Jerrold clucked his tongue and shook his head and moved on to the next page, but I had seen enough. I stepped away,
“You’re still young, Jerrold,” I said to him. “Lose fifteen pounds and find someone special—and ditch the gambling.”
As I spoke, the small hairs on the back of his neck stood up and and his aura shifted towards me. He shivered unconsciously and turned the page.
I left his apartment.
3.
We were in Pauline’s apartment.
She was drinking an apple martini and I wasn’t, which was a damn shame. At the moment, I was sitting in an old wingback chair and she was on the couch, one bare foot up on a hand-painted coffee table which could have doubled for a modern piece of abstract art.
“If you ever need any extra money,” I said, “you could always sell your coffee table on eBay.”
“It’s not for sale,” she said. “Ever.”
“What if you were homeless and living on the streets and needed money?”
“Then I would be homeless and living on the streets with the world’s most bitchen hand-painted coffee table.”
Her name was Pauline and she was a world-famous medium. She could hear me, see me and sometimes even touch me. Hell, she could even read my thoughts, which was a bit disconcerting for me. She was a full-figured woman, with perhaps the most beautiful face I had ever seen. She often wore her long brown hair haphazardly, a look that would surely have your average California girl running back to the bathroom mirror. Pauline was not your average California girl. She wasn’t your average girl by any definition, spending as much of her time in the world of the dead as in the world of the living. Luckily, she just so happened to live in the very building I was presently haunting.
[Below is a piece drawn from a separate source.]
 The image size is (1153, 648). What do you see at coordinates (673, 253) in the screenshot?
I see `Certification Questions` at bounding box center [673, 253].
“Yeah, lucky me,” said Pauline, picking up on my thoughts.
She did her readings out of a small office near downtown Los Angeles, usually working with just one or two clients a day. Some of her sessions lasted longer than others and tonight she was home later than usual, hitting the booze hard, as she often did. I wou
ldn’t call her a drunk, but she was damn close to being one.
“I’m not a drunk,” Pauline said absently, reading my thoughts again. “I can stop any time I want. The booze just helps me...release.”
“Release?” I asked.
“Yeah, to forget. To unwind. To uneverything.”
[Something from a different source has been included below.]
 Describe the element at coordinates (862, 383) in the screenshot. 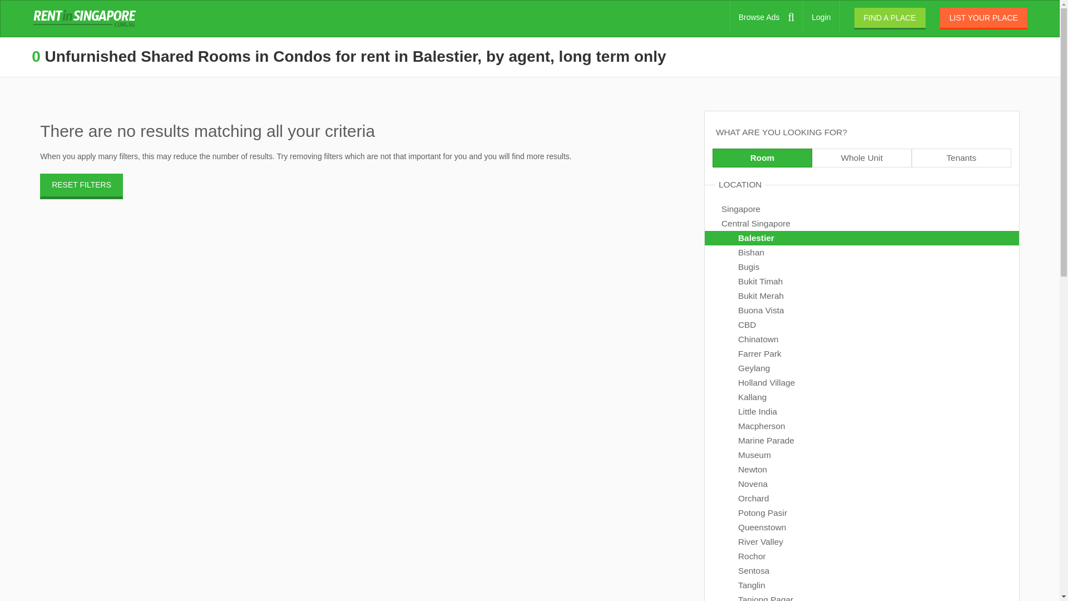

I see `Holland Village` at that location.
“You should probably not drink so much,” I said.
She regarded me over her martini glass. Her eyes were bloodshot. Her face gleamed with a fine film of sweat. She wasn’t as attractive when she was drunk.
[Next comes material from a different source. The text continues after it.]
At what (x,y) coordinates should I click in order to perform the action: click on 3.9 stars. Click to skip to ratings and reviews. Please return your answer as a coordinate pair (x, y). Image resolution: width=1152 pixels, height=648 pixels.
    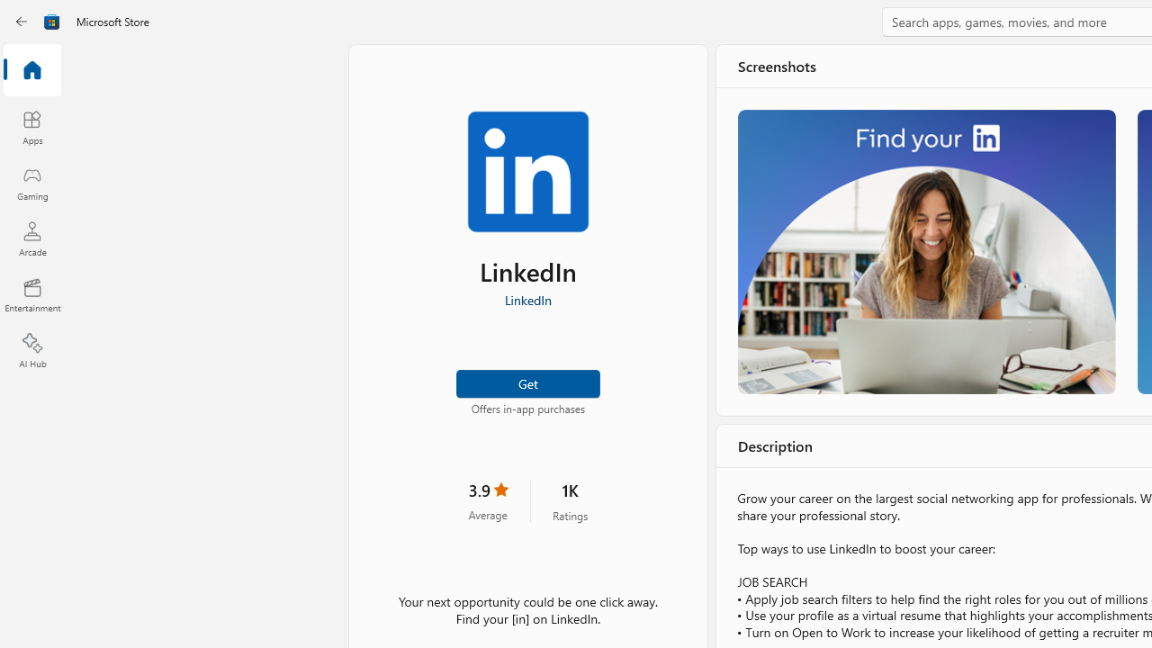
    Looking at the image, I should click on (488, 500).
“Thanks,” she said sarcastically. “And do you even remember what it’s like being drunk?”
I thought about that. “A little. And that was below the belt.”
“Do you even have a belt?”
I looked down at my slightly glowing ethereal body. Hell, even my clothing glowed, which was the same clothing I had been wearing on the night I was murdered two years ago: a white tee shirt and long red basketball shorts, my usual sleeping garb. I was barefoot and I suspected my hair was a mess, since I had been shot to death in my sleep. Dotting my body were the various bloody holes where the bullets had long ago entered my living flesh.
“No belt,” I said. “Then again, no shoes, either.”
She laughed, which caused some of her martini to slosh over the rim. She cursed and licked her fingers like a true alcoholic.
“Oh, shut up,” she said.
“Waste not, want not,” I said.
She glared at me some more as she took a long pull on her drink. When she set it down, she missed the center of the cork coaster by about three inches. Now part of the glass sat askew on the edge of the coaster, and the whole thing looked like it might tip over. She didn’t notice or care.
Pauline worked with spirits all day. Early on, she had tried her best to ignore my presence. But I knew she could see me, and so I pursued her relentlessly until she finally acknowledged my existence.
“And now I can’t get rid of you,” she said.
“You love me,” I said. “Admit it.”
“Yeah,” she said. “I do. Call me an idiot, but I do.”